The Money Cult, Capitalism, Christianity and the Unmaking of the American Dream by Chris Lehman
Much has written about the interweave of Christianity (especially Protestantism, capitalism, the industrial revolution and the American Dream). Several historians have tackled the subject such as John Kenneth Galbraith though few theologians have perused the subject in-depth without apology though Reinhold Niebuhr and Martin Marty had some excellent thoughts about it. Mike Novak tried to offer cover for capitalism but stumbled intellectually. Why? There is no cover. Though this work is written by a journalist the result remains exceptional with some added provocative scholarly insights.
The author’s work rips apart the myth that Wall Street bankers are ‘Prometheus’ job creators. Religion in America was never really secularized, and instead the market was sanctified, as this study so aptly documents.
Lehman shows how the wealthy are/were able to manipulate the thinking of average Americans in believing that people became wealthy as a result of God’s work.
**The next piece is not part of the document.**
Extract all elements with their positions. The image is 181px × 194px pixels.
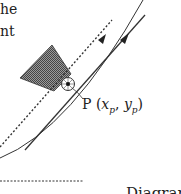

In other words, “God appoints different outcomes to different people and the poor must embrace a benevolent view of their social betters.”
The protestant assault since the industrial revolution on the public conscience amounted to creative destruction – “a relentless dismantling of old structures of enterprise in the perennial quest for new and improved system of production through the conversion of believers.”
The resulting development of the prosperity gospel is hypocritical, manipulative and has done more damage to democracy than previously thought. The author states, ”It’s important not to absolve the current mega corps of prosperity minded mega pastors for their silence before the unconscionable spectacle of American rights and so far successful effort to create socially engineered suffering for the poor in order to realize short-term gains….” the well-heeled players in capitalism are just that – players.
The author relates, “How the once austere and communal version of dissenting Protestantism developed such a ripe recruiting ground for sanctified capitalism of our financialized, upward skewered and uniquely destructive market order.”
Lehman has offered a provocative, well researched commentary on the symbiotic relation between Christianity, capitalism and the abuses of the privilege / wealthy. The future is uncertain at the best and Lehman’s work is frank, readable and quite disturbing as is the future of the United States.